Amouage: The Perfume House Built to Be a Gift Fit for Kings
Most perfume houses start with a perfumer chasing an idea. Amouage started with a Sultan who wanted his country to have something no amount of money could otherwise buy.
In 1983, Sultan Qaboos bin Said al Said — Oman’s ruler at the time — asked his cousin, Prince Sayyid Hamad bin Hamoud Al Busaidi, to build a perfume house unlike anything that existed. The brand was envisioned as “The Gift of Kings,” and for a long time, it genuinely was exactly that — Amouage’s earliest creations weren’t even sold. They were given, by hand, to visiting heads of state and dignitaries, as Oman’s way of saying: this is who we are.
The name itself tells you everything about the ambition behind it. Amouage comes from the Arabic word for waves, a fitting choice for a country that sat at the center of the ancient incense trade, where frankincense and myrrh once moved by sea from Oman’s Dhofar coast to civilizations across the world. The house’s debut creations, Gold Woman and Gold Man, were composed in 1983 by the legendary French perfumer Guy Robert under the Sultan’s direct patronage — and from day one, Amouage built its identity on a signature triad that still defines the house today: rose, frankincense, and ambergris. Generous, uncompromising amounts of each.
That refusal to compromise is still the house’s reputation. Where most luxury fragrance brands quietly cut concentration to protect margins, Amouage’s eau de parfums alone run 20 to 30 percent fragrance oil, climbing to 35-40 percent in its extraits — concentration levels most brands reserve only for their most exclusive lines.
The fragrance that made the internet lose its mind.
In 2023, under Chief Creative Officer Renaud Salmon, Amouage handed the brief for a new women’s fragrance to perfumer Quentin Bisch — with instructions to reinterpret the house’s classic rose-frankincense-ambergris triad in something entirely new. What Bisch built was Guidance: pear and hazelnut up top, a heart of osmanthus, rose, saffron and jasmine sambac, settling into sandalwood, vanilla, and warm ambergris. The result was so well received that by 2024 it had swept the Belgian Beauty Awards’ Best Perfume in High Luxury and the French Fragrance Foundation’s Best Niche Fragrance award in the same year. But the real proof came from somewhere less formal — fashion editors started asking each other what they were wearing, and the answer, again and again, was Guidance. One beauty director described watching it spread from her own shelf to TikTok, to Instagram, to strangers stopping her in rooms to ask what she had on. It’s rare for a fragrance this new to already feel like a modern classic, but Guidance earned that status in barely two years.
A painting that became a perfume.
On the men’s side, the story runs through a perfume called Interlude — composed in 2012 by Pierre Negrin, a perfumer who grew up in Grasse surrounded by his grandfathers’ fragrance workshops and originally wanted to be a photographer before he discovered scent could express the same things light could. Interlude Man became one of Amouage’s most celebrated creations, often described as smelling like the cold heat of a fire just catching in a resinous forest.
In 2020, Negrin returned to that same composition with a very specific piece of inspiration in mind: a Georgia O’Keeffe oil painting titled Black Iris. The brief from Renaud Salmon was to let the original Interlude evolve without losing what made it iconic — so Negrin dialed back the original’s oregano and rosemary, pulled in far more dry orris root, and let the iris bloom into something richer and creamier, with the buttery depth of the iris note carrying through the entire evolution of the fragrance. The result was Interlude Black Iris — violet leaf and rosemary up top, orris and olibanum at the heart, leather, oud, and patchouli underneath. It sold out within days of release.
These are the two scents we studied most closely for our own pair. Aks Empress chases Guidance’s fairy-tale warmth — that pear-and-frankincense opening that made an entire room of editors stop and ask. Aks Obsidian goes after Interlude Black Iris’s smoky, iris-laced depth — the kind of scent that doesn’t ask for attention, but somehow always gets it.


> _WHAT YOU HAVE TO DO_
Filter the listing for lines containing "allowed".

*** Opening of PROVIDED RECORDS ***

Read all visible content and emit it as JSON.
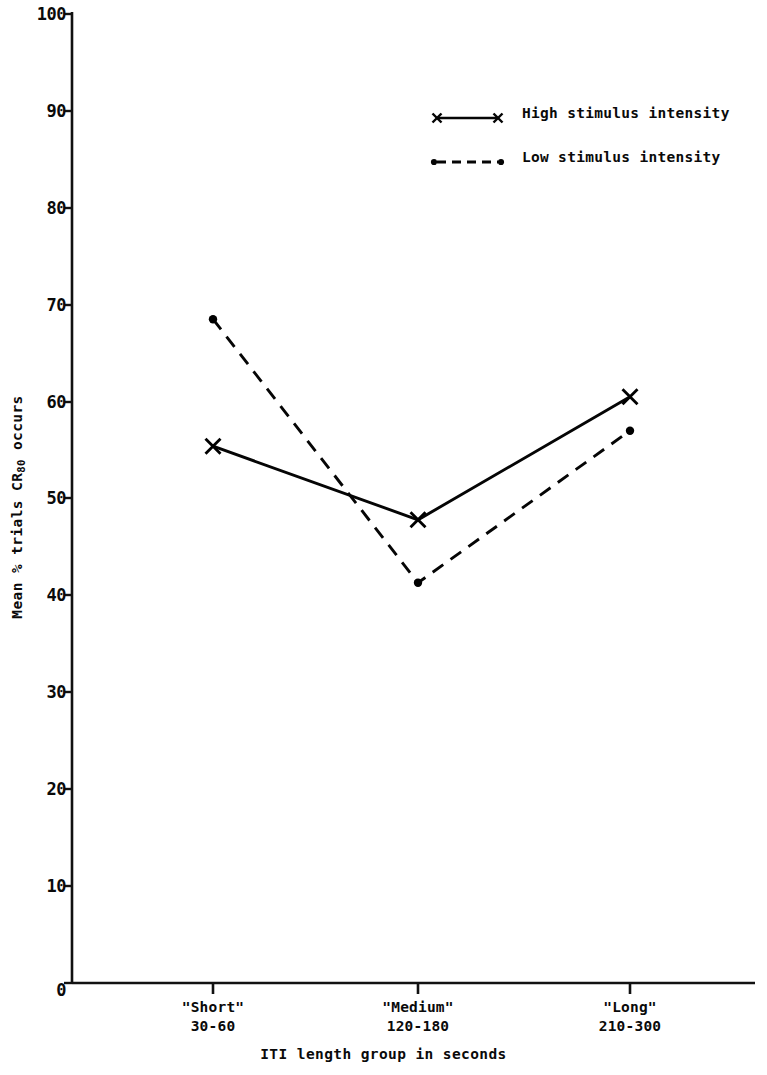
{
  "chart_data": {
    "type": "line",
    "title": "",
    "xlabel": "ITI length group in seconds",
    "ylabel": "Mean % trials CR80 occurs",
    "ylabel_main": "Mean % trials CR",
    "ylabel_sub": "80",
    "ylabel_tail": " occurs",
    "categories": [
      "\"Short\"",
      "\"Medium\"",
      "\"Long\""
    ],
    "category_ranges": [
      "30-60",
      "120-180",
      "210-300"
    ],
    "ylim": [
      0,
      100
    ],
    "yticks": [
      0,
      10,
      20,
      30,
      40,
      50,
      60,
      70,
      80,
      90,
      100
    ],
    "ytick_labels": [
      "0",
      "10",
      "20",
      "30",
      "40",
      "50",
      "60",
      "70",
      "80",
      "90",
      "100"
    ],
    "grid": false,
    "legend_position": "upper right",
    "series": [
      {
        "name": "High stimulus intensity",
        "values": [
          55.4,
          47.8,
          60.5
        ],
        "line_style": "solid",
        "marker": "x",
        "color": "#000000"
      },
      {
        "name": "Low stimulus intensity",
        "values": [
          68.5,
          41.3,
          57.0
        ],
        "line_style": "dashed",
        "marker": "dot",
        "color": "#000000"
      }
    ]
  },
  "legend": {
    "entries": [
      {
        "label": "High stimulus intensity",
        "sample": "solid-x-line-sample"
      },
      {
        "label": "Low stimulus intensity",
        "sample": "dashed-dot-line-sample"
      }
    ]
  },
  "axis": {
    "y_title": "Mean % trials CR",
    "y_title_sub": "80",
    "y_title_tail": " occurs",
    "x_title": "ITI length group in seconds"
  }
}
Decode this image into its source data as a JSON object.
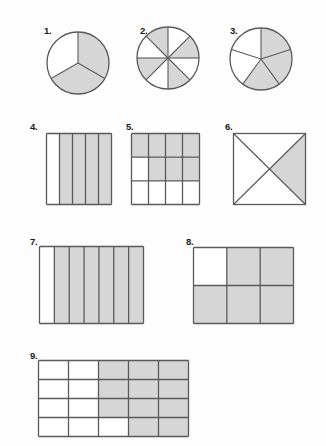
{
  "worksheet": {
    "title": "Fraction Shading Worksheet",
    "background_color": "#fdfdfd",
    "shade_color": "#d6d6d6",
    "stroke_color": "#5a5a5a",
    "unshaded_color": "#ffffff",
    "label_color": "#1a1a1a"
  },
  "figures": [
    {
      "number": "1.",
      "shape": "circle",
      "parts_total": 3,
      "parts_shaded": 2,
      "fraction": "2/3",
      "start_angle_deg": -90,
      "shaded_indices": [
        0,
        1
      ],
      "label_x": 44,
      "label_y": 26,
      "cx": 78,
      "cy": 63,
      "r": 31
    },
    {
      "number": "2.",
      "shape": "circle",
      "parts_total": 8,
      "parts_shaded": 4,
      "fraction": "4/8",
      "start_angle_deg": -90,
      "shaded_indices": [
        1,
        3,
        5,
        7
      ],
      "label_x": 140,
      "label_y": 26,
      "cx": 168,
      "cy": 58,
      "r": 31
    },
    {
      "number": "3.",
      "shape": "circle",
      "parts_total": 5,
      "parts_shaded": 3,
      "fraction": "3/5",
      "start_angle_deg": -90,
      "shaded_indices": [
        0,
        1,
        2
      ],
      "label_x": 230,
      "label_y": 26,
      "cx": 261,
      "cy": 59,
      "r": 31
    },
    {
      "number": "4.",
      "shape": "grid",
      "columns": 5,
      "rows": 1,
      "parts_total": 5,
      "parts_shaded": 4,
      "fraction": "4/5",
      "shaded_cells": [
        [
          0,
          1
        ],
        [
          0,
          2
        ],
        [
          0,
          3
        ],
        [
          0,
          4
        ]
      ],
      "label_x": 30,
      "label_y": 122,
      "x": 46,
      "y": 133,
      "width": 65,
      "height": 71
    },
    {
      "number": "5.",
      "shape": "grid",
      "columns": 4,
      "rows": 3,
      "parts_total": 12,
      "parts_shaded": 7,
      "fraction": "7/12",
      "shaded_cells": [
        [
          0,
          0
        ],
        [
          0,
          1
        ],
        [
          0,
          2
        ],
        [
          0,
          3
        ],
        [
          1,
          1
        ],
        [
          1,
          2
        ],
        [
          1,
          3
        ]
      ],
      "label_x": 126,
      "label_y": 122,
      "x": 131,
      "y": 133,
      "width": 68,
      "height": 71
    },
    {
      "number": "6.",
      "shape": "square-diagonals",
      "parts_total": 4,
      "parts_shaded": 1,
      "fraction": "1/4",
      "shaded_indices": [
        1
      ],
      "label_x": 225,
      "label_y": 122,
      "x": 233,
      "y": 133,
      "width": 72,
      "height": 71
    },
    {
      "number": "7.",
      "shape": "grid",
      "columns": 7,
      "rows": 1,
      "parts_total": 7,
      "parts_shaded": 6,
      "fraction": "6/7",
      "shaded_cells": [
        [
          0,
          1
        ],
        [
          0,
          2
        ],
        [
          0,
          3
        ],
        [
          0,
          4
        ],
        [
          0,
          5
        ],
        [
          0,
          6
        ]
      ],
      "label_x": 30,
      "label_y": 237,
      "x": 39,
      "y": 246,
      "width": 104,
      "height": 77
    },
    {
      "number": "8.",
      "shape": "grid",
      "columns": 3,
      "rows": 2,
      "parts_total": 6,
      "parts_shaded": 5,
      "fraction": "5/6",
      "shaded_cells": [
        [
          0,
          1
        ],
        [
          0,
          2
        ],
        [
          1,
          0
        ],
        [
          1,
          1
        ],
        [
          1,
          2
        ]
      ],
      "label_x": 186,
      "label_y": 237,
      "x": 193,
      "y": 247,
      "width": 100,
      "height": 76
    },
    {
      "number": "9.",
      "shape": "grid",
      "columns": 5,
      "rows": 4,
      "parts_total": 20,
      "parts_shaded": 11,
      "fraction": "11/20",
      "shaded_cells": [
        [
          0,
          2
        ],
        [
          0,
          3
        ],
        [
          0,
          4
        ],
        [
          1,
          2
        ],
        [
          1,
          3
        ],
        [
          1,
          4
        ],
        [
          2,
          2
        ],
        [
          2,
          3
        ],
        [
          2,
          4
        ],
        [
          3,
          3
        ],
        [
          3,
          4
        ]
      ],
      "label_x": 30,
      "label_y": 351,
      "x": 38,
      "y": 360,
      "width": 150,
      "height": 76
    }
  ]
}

*** Close of PROVIDED RECORDS ***
*** Opening of PROVIDED RECORDS ***

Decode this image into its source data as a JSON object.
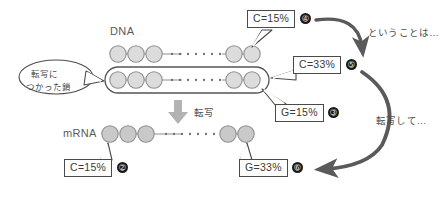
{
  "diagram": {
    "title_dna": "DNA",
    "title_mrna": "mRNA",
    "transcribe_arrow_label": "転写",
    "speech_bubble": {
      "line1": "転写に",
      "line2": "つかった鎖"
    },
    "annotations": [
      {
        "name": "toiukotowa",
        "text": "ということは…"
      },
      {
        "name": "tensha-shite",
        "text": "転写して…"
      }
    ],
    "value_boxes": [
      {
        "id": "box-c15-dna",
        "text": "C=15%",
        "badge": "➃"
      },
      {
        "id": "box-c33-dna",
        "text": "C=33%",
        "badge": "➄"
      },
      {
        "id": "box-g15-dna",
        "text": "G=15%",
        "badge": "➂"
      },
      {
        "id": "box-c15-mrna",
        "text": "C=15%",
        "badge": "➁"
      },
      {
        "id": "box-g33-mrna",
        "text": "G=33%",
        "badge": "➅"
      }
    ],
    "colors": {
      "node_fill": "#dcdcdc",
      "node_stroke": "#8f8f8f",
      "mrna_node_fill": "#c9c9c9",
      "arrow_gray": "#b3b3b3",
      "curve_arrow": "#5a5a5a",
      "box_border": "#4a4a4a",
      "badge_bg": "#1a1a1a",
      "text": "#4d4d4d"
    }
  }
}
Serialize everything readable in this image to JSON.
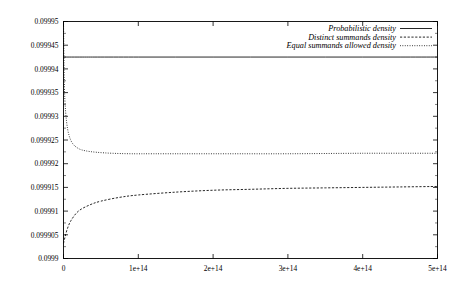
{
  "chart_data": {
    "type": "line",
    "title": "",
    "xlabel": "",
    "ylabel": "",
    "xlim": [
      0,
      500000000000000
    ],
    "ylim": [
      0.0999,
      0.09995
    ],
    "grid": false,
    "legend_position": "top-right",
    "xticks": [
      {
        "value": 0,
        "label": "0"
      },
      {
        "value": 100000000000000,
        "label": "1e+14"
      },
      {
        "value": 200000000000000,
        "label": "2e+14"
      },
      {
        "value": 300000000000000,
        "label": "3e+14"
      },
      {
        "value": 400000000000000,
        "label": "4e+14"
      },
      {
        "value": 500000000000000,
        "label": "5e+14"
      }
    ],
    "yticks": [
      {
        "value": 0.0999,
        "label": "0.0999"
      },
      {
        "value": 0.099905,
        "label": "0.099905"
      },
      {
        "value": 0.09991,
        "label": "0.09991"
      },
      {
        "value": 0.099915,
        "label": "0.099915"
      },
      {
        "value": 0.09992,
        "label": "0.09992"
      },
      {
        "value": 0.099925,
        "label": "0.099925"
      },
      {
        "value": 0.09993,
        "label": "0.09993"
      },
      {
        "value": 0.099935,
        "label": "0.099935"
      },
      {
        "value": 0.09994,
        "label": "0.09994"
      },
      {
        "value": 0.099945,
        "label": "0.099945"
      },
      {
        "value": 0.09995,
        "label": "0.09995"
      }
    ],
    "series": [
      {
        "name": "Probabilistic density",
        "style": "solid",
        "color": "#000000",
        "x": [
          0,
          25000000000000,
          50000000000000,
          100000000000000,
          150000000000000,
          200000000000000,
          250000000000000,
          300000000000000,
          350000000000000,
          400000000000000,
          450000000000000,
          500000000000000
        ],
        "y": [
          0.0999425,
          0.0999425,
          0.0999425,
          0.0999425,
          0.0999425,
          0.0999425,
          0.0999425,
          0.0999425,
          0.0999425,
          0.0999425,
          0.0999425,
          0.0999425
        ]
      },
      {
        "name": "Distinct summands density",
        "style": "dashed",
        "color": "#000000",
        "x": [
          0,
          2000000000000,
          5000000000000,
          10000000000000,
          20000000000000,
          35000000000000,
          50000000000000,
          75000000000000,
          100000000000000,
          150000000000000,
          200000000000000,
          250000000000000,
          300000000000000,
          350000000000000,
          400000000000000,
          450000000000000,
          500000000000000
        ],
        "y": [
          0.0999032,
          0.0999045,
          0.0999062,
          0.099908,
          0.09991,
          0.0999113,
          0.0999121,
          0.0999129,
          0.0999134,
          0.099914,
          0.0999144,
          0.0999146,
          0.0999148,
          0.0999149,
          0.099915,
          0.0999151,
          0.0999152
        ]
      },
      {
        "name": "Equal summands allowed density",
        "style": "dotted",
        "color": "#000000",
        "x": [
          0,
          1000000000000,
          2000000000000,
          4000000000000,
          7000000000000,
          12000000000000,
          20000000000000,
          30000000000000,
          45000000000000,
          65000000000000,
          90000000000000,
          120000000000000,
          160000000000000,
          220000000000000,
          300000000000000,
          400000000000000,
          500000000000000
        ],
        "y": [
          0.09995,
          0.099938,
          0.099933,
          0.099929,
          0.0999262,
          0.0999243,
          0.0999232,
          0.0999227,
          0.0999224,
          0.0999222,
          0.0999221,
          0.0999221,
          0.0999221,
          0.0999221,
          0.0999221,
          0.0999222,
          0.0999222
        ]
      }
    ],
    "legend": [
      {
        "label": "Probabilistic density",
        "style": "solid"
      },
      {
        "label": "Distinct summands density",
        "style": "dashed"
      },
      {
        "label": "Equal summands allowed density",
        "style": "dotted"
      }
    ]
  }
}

*** Close of PROVIDED RECORDS ***

> _SOLUTION TO THE EXERCISE_
        "name": "Equal summands allowed density",
        "label": "Equal summands allowed density",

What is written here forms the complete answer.